WINTER 2003
VOLUME 8, NUMBER 1
Reacting
to an ever-increasing demand for access to online resources and
the latest hardware and software, the College created a new state-of-the-art
Information Commons on the fourth floor of the Miles-Smith wing
of the library.
Cuban jazz great
Omar Sosa brought his fun and funky sound to campus in September.
Sosa's octet played a lively mix of Latin jazz and Afro-Caribbean
rhythms to a dance-in-the-aisles crowd.
History professor Daniel
Czitrom's play Red Bessie was among the offerings at the
2003 Edinburgh Fringe Festival, the largest arts festival in the
world. Critic Keith Miller of the London Times Literary Supplement
described Red Bessie as "clear-headed and humane, not unaware
of the hurt that political idealism can cause, and more fun than
might be expected of such a high-minded project."
Forty high school
juniors from across the country came to campus in October for
the fourth annual Take the Lead conference. Each participant was
paired with a MHC student mentor in this intensive four-day program
that gives girls the tools they need to turn ideas for social
change into action.
NPR's roving foreign
correspondent Anne Garrels was one of 16 American journalists
who remained in Baghdad during the initial invasion of Iraq. Garrels
was on campus in October to share her experiences with the MHC
community.
The
Mount Holyoke riding team started its season with a near-perfect
score of 47 points at the Smith College Horse Show in October,
placing first out of ten teams.
This fall's Diane
Arbus show at the Mount Holyoke College Art Museum garnered rave
reviews in the New York Times and the New Yorker.
Diane Arbus: Family Albums included many obscure prints from the
controversial photographer's body of work.
Beginning this year,
Mount Holyoke, in conjunction with Colgate University, is offering
a fall-semester study abroad program in Russia.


> **What you have to do**
With the images set aside, retype every record below character for character.

> **Given data**
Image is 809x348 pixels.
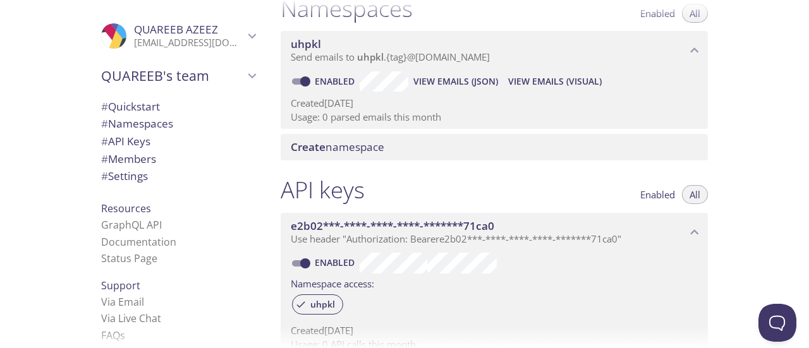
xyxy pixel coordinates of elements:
span: Quickstart [101,99,160,114]
p: Created [DATE] [291,324,698,338]
button: All [682,185,708,204]
div: QUAREEB AZEEZ [91,15,265,57]
a: GraphQL API [101,218,162,232]
span: Settings [101,169,148,183]
span: QUAREEB AZEEZ [134,22,218,37]
span: QUAREEB's team [101,67,244,85]
span: # [101,134,108,149]
div: Namespaces [91,115,265,133]
span: Resources [101,202,151,216]
span: View Emails (JSON) [413,74,498,89]
div: uhpkl namespace [281,31,708,70]
div: API Keys [91,133,265,150]
span: Send emails to . {tag} @[DOMAIN_NAME] [291,51,490,63]
div: Members [91,150,265,168]
a: Via Live Chat [101,312,161,325]
span: # [101,169,108,183]
div: QUAREEB's team [91,59,265,92]
span: Create [291,140,325,154]
h1: API keys [281,176,365,204]
div: uhpkl [292,295,343,315]
span: View Emails (Visual) [508,74,602,89]
span: # [101,116,108,131]
p: Usage: 0 parsed emails this month [291,111,698,124]
iframe: Help Scout Beacon - Open [758,304,796,342]
a: Documentation [101,235,176,249]
div: Team Settings [91,167,265,185]
span: # [101,99,108,114]
button: View Emails (JSON) [408,71,503,92]
span: Support [101,279,140,293]
a: Enabled [313,75,360,87]
p: Created [DATE] [291,97,698,110]
span: # [101,152,108,166]
div: Create namespace [281,134,708,161]
div: Quickstart [91,98,265,116]
span: uhpkl [357,51,384,63]
span: uhpkl [303,299,343,310]
a: Status Page [101,252,157,265]
p: [EMAIL_ADDRESS][DOMAIN_NAME] [134,37,244,49]
a: Via Email [101,295,144,309]
button: Enabled [633,185,683,204]
span: Members [101,152,156,166]
label: Namespace access: [291,274,374,292]
span: API Keys [101,134,150,149]
button: View Emails (Visual) [503,71,607,92]
span: uhpkl [291,37,321,51]
span: Namespaces [101,116,173,131]
a: Enabled [313,257,360,269]
span: namespace [291,140,384,154]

> **Result**
Image is 809x348 pixels.
xyxy pixel coordinates of elements:
span: Quickstart [101,99,160,114]
p: Created [DATE] [291,324,698,338]
button: All [682,185,708,204]
div: QUAREEB AZEEZ [91,15,265,57]
a: GraphQL API [101,218,162,232]
span: Settings [101,169,148,183]
span: QUAREEB AZEEZ [134,22,218,37]
span: QUAREEB's team [101,67,244,85]
span: # [101,134,108,149]
div: Namespaces [91,115,265,133]
span: Resources [101,202,151,216]
span: View Emails (JSON) [413,74,498,89]
div: uhpkl namespace [281,31,708,70]
div: API Keys [91,133,265,150]
span: Send emails to . {tag} @[DOMAIN_NAME] [291,51,490,63]
div: Members [91,150,265,168]
a: Via Live Chat [101,312,161,325]
span: # [101,169,108,183]
div: QUAREEB's team [91,59,265,92]
span: Create [291,140,325,154]
h1: API keys [281,176,365,204]
div: uhpkl [292,295,343,315]
span: View Emails (Visual) [508,74,602,89]
span: # [101,116,108,131]
p: Usage: 0 parsed emails this month [291,111,698,124]
iframe: Help Scout Beacon - Open [758,304,796,342]
a: Documentation [101,235,176,249]
div: Team Settings [91,167,265,185]
span: # [101,99,108,114]
button: View Emails (JSON) [408,71,503,92]
span: Support [101,279,140,293]
a: Enabled [313,75,360,87]
p: Created [DATE] [291,97,698,110]
span: # [101,152,108,166]
div: Create namespace [281,134,708,161]
div: Quickstart [91,98,265,116]
span: uhpkl [357,51,384,63]
span: uhpkl [303,299,343,310]
a: Status Page [101,252,157,265]
p: [EMAIL_ADDRESS][DOMAIN_NAME] [134,37,244,49]
a: Via Email [101,295,144,309]
button: Enabled [633,185,683,204]
span: Members [101,152,156,166]
label: Namespace access: [291,274,374,292]
span: API Keys [101,134,150,149]
button: View Emails (Visual) [503,71,607,92]
span: uhpkl [291,37,321,51]
span: Namespaces [101,116,173,131]
a: Enabled [313,257,360,269]
span: namespace [291,140,384,154]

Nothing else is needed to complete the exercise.